How did your parents meet?

Contributors to the "My Parents Were Awesome" blog celebrate the lives their parents had before they were born.

Eliot Glazer's parents met in 1976 at the University of Massachusetts when his dad went to an on-campus Jewish shabbat and a woman he met there somehow knew that he would be perfect for her shy roommate.

"Taking pictures ruins everything," opines Eliot Glazer, founder of the My Parents Were Awesome blog and editor of the book of the same title. And in our age of MySpace, Facebook, and Twitter photos have become even worse, he worries. They are "seldom accidental now.... We are all guilty of trying to be something we're not… our photographed self."

But in the days of our parents and grandparents, he insists, it was different and better. Things were more natural and candid. Photos had a more genuine sense of time and place.

That's why he started the My Parents Were Awesome blog. It's a collection of photos of readers' parents and grandparents, intended to celebrate both "old photos and parental devotion."
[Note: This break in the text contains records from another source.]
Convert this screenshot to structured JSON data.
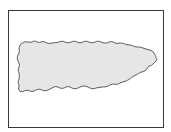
{
  "map": {
    "region_name": "Puerto Rico",
    "type": "outline",
    "colors": {
      "background": "#ffffff",
      "frame_border": "#3a3a3a",
      "land_fill": "#e6e6e6",
      "coastline": "#4a4a4a"
    },
    "frame": {
      "x": 8,
      "y": 10,
      "width": 156,
      "height": 118
    }
  }
}
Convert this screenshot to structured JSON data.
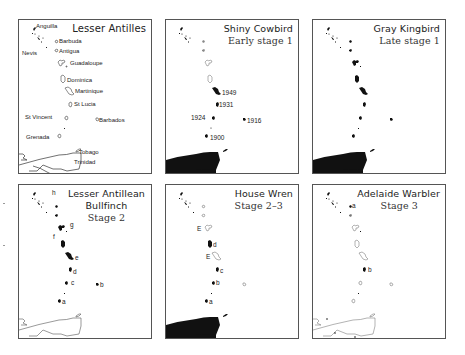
{
  "figure": {
    "panels": [
      {
        "id": "lesser-antilles",
        "title": "Lesser Antilles",
        "subtitle": "",
        "island_labels": {
          "anguilla": "Anguilla",
          "barbuda": "Barbuda",
          "nevis": "Nevis",
          "antigua": "Antigua",
          "guadeloupe": "Guadaloupe",
          "dominica": "Dominica",
          "martinique": "Martinique",
          "st_lucia": "St Lucia",
          "st_vincent": "St Vincent",
          "barbados": "Barbados",
          "grenada": "Grenada",
          "tobago": "Tobago",
          "trinidad": "Trinidad"
        }
      },
      {
        "id": "shiny-cowbird",
        "title": "Shiny Cowbird",
        "subtitle": "Early stage 1",
        "year_labels": {
          "martinique": "1949",
          "st_lucia": "1931",
          "st_vincent": "1924",
          "barbados": "1916",
          "grenada": "1900"
        }
      },
      {
        "id": "gray-kingbird",
        "title": "Gray Kingbird",
        "subtitle": "Late stage 1"
      },
      {
        "id": "lesser-antillean-bullfinch",
        "title_line1": "Lesser Antillean",
        "title_line2": "Bullfinch",
        "subtitle": "Stage 2",
        "subspecies_labels": {
          "h": "h",
          "g": "g",
          "f": "f",
          "e": "e",
          "d": "d",
          "c": "c",
          "b": "b",
          "a": "a"
        }
      },
      {
        "id": "house-wren",
        "title": "House Wren",
        "subtitle": "Stage 2–3",
        "subspecies_labels": {
          "e1": "E",
          "d": "d",
          "e2": "E",
          "c": "c",
          "b": "b",
          "a": "a"
        }
      },
      {
        "id": "adelaide-warbler",
        "title": "Adelaide Warbler",
        "subtitle": "Stage 3",
        "subspecies_labels": {
          "a": "a",
          "b": "b"
        }
      }
    ],
    "legend": {
      "filled_island": "species present",
      "outline_island": "species absent",
      "E": "extinct population"
    }
  }
}
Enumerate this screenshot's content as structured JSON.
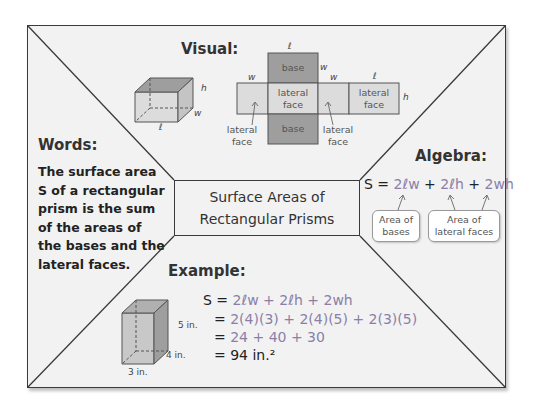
{
  "title": {
    "line1": "Surface Areas of",
    "line2": "Rectangular Prisms"
  },
  "visual": {
    "heading": "Visual:",
    "prism_labels": {
      "h": "h",
      "w": "w",
      "l": "ℓ"
    },
    "net": {
      "top_base": "base",
      "bottom_base": "base",
      "center_face_line1": "lateral",
      "center_face_line2": "face",
      "right_face_line1": "lateral",
      "right_face_line2": "face",
      "left_callout_line1": "lateral",
      "left_callout_line2": "face",
      "right_callout_line1": "lateral",
      "right_callout_line2": "face",
      "dim_l_top": "ℓ",
      "dim_w_left": "w",
      "dim_w_base": "w",
      "dim_w_mid": "w",
      "dim_l_right": "ℓ",
      "dim_h": "h"
    }
  },
  "words": {
    "heading": "Words:",
    "text": "The surface area S of a rectangular prism is the sum of the areas of the bases and the lateral faces."
  },
  "algebra": {
    "heading": "Algebra:",
    "lhs": "S = ",
    "term1": "2ℓw",
    "plus1": " + ",
    "term2": "2ℓh",
    "plus2": " + ",
    "term3": "2wh",
    "callout_bases_line1": "Area of",
    "callout_bases_line2": "bases",
    "callout_lateral_line1": "Area of",
    "callout_lateral_line2": "lateral faces"
  },
  "example": {
    "heading": "Example:",
    "dims": {
      "height": "5 in.",
      "depth": "4 in.",
      "width": "3 in."
    },
    "steps": [
      {
        "prefix": "S = ",
        "expr": "2ℓw + 2ℓh + 2wh"
      },
      {
        "prefix": "= ",
        "expr": "2(4)(3) + 2(4)(5) + 2(3)(5)"
      },
      {
        "prefix": "= ",
        "expr": "24 + 40 + 30"
      },
      {
        "prefix": "= ",
        "expr": "94 in.²"
      }
    ]
  },
  "colors": {
    "frame_bg": "#f2f2f2",
    "line": "#3a3a3a",
    "base_fill": "#9e9e9e",
    "face_fill": "#dcdcdc",
    "accent_text": "#8a7fa8"
  }
}
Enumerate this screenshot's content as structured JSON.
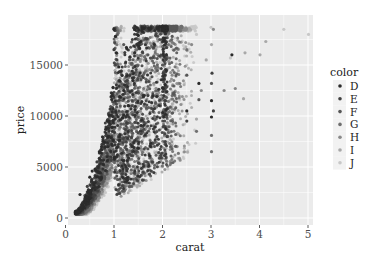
{
  "chart_data": {
    "type": "scatter",
    "title": "",
    "xlabel": "carat",
    "ylabel": "price",
    "xlim": [
      -0.05,
      5.2
    ],
    "ylim": [
      -900,
      19400
    ],
    "x_ticks": [
      0,
      1,
      2,
      3,
      4,
      5
    ],
    "x_tick_labels": [
      "0",
      "1",
      "2",
      "3",
      "4",
      "5"
    ],
    "y_ticks": [
      0,
      5000,
      10000,
      15000
    ],
    "y_tick_labels": [
      "0",
      "5000",
      "10000",
      "15000"
    ],
    "grid": true,
    "panel_background": "#ebebeb",
    "grid_color": "#ffffff",
    "legend": {
      "title": "color",
      "position": "right",
      "entries": [
        "D",
        "E",
        "F",
        "G",
        "H",
        "I",
        "J"
      ],
      "colors": [
        "#2b2b2b",
        "#404040",
        "#575757",
        "#6f6f6f",
        "#8a8a8a",
        "#a8a8a8",
        "#c8c8c8"
      ]
    },
    "series": [
      {
        "name": "D",
        "color": "#2b2b2b",
        "envelope": {
          "carat_min": 0.2,
          "carat_max": 3.45,
          "main_max": 2.1
        },
        "points": [
          [
            0.7,
            6500
          ],
          [
            0.9,
            9500
          ],
          [
            1.0,
            18500
          ],
          [
            1.03,
            17800
          ],
          [
            1.05,
            16200
          ],
          [
            1.1,
            14800
          ],
          [
            1.2,
            12500
          ],
          [
            1.3,
            11000
          ],
          [
            1.5,
            17900
          ],
          [
            2.01,
            18500
          ],
          [
            2.5,
            10500
          ],
          [
            2.75,
            13200
          ],
          [
            3.01,
            11500
          ],
          [
            3.01,
            9900
          ],
          [
            3.43,
            16000
          ],
          [
            0.3,
            2300
          ],
          [
            0.5,
            4000
          ],
          [
            0.55,
            4600
          ]
        ]
      },
      {
        "name": "E",
        "color": "#404040",
        "envelope": {
          "carat_min": 0.2,
          "carat_max": 3.05,
          "main_max": 2.1
        },
        "points": [
          [
            0.65,
            5500
          ],
          [
            0.95,
            8000
          ],
          [
            1.0,
            16500
          ],
          [
            1.06,
            15500
          ],
          [
            1.25,
            13000
          ],
          [
            1.5,
            16800
          ],
          [
            1.7,
            12000
          ],
          [
            2.0,
            17500
          ],
          [
            2.5,
            9500
          ],
          [
            3.02,
            14200
          ],
          [
            3.05,
            10500
          ],
          [
            0.45,
            3100
          ]
        ]
      },
      {
        "name": "F",
        "color": "#575757",
        "envelope": {
          "carat_min": 0.2,
          "carat_max": 3.05,
          "main_max": 2.3
        },
        "points": [
          [
            0.7,
            4800
          ],
          [
            1.0,
            12000
          ],
          [
            1.2,
            17000
          ],
          [
            1.51,
            18500
          ],
          [
            1.7,
            16000
          ],
          [
            2.0,
            15000
          ],
          [
            2.2,
            17800
          ],
          [
            2.5,
            14000
          ],
          [
            2.75,
            11600
          ],
          [
            3.01,
            13200
          ],
          [
            0.4,
            2200
          ]
        ]
      },
      {
        "name": "G",
        "color": "#6f6f6f",
        "envelope": {
          "carat_min": 0.23,
          "carat_max": 3.05,
          "main_max": 2.4
        },
        "points": [
          [
            0.7,
            3600
          ],
          [
            1.0,
            10500
          ],
          [
            1.5,
            17500
          ],
          [
            1.8,
            18500
          ],
          [
            2.0,
            16800
          ],
          [
            2.2,
            12000
          ],
          [
            2.5,
            16500
          ],
          [
            2.7,
            8500
          ],
          [
            3.01,
            8100
          ],
          [
            3.01,
            6500
          ],
          [
            0.35,
            1500
          ]
        ]
      },
      {
        "name": "H",
        "color": "#8a8a8a",
        "envelope": {
          "carat_min": 0.23,
          "carat_max": 3.55,
          "main_max": 2.5
        },
        "points": [
          [
            0.7,
            3000
          ],
          [
            1.0,
            8500
          ],
          [
            1.5,
            15000
          ],
          [
            1.6,
            4500
          ],
          [
            2.0,
            18500
          ],
          [
            2.2,
            14000
          ],
          [
            2.3,
            7000
          ],
          [
            2.6,
            17000
          ],
          [
            2.8,
            12500
          ],
          [
            3.05,
            18500
          ],
          [
            3.27,
            12500
          ],
          [
            3.5,
            12700
          ]
        ]
      },
      {
        "name": "I",
        "color": "#a8a8a8",
        "envelope": {
          "carat_min": 0.23,
          "carat_max": 4.15,
          "main_max": 2.6
        },
        "points": [
          [
            0.7,
            2500
          ],
          [
            1.0,
            6000
          ],
          [
            1.5,
            11000
          ],
          [
            2.0,
            5100
          ],
          [
            2.1,
            9000
          ],
          [
            2.4,
            18500
          ],
          [
            2.7,
            9700
          ],
          [
            2.9,
            15500
          ],
          [
            3.01,
            17000
          ],
          [
            3.67,
            11700
          ],
          [
            3.7,
            16200
          ],
          [
            4.01,
            16000
          ],
          [
            4.13,
            17300
          ]
        ]
      },
      {
        "name": "J",
        "color": "#c8c8c8",
        "envelope": {
          "carat_min": 0.23,
          "carat_max": 5.01,
          "main_max": 2.7
        },
        "points": [
          [
            0.7,
            2300
          ],
          [
            1.0,
            4500
          ],
          [
            1.5,
            8000
          ],
          [
            2.0,
            5000
          ],
          [
            2.2,
            6700
          ],
          [
            2.5,
            15000
          ],
          [
            2.7,
            18000
          ],
          [
            3.0,
            18700
          ],
          [
            3.4,
            15700
          ],
          [
            4.5,
            18500
          ],
          [
            5.01,
            18000
          ]
        ]
      }
    ],
    "shape_notes": {
      "price_cap": 18823,
      "min_carat": 0.2,
      "min_price": 326,
      "vertical_bands_at_carat": [
        1.0,
        1.5,
        2.0,
        3.0
      ]
    }
  }
}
The book "My Parents Were Awesome" takes it one step further. The photos are now supplemented with stories about the parents – who they were before their children were born. Some are to do with various parental achievements and passions – a dad who was "Mr. Buick of central New Jersey" or a mom who made poodle scarves – but most are stories about how readers' parents met.

They are not amazing tales of "uncanny circumstances." Instead most are "stripped of glamour and glitter" – simple tales of " 'boy meets girl' standby" variety: two people united for life because a dog went missing or a roommate who threw a party.
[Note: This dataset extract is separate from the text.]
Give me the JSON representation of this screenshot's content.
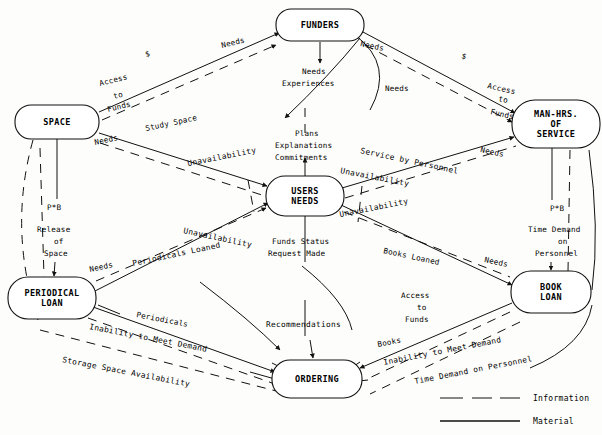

But they are captivating perhaps in part because they are so comfortably familiar, finding their charm in both their lovely ordinariness and the deep affection that they ooze. (And the fact that they seem to have largely been written by smart young writers now living in Brooklyn probably doesn't hurt either.)

If I were a writing teacher I would pass this book out to my class. Because it's almost impossible to read more than a few of these without wanting to add your own.

So here's mine: "It was 1954 and my very pretty 27-year-old mom was at a party with a date she didn't particularly like. At one point she looked up and saw a dark-haired man with an intelligent-looking face come through the door. 'Now he looks interesting,' she thought. She watched him as he cruised around the room with a friend, ate a few things off the buffet table, and then left. 'Oh well,' she thought."

"A year later a friend asked her to be a bridesmaid in her wedding. At the church, just before the rehearsal dinner, she was introduced to one of the groomsmen. It was my dad – the same man she had seen cruise briefly into the party that night. As he would explain to her a few nights later, he was just getting over a bad breakup at that time. He wasn't ready to meet anyone new."

"But that night at the rehearsal dinner he was ready for sure. Exactly nine months and four days later, they walked down the aisle of that same church together as a newly married couple. They were together for almost 40 years, the rest of my dad's life."

What about you? How did your parents meet?

Marjorie Kehe is the Monitor's book editor.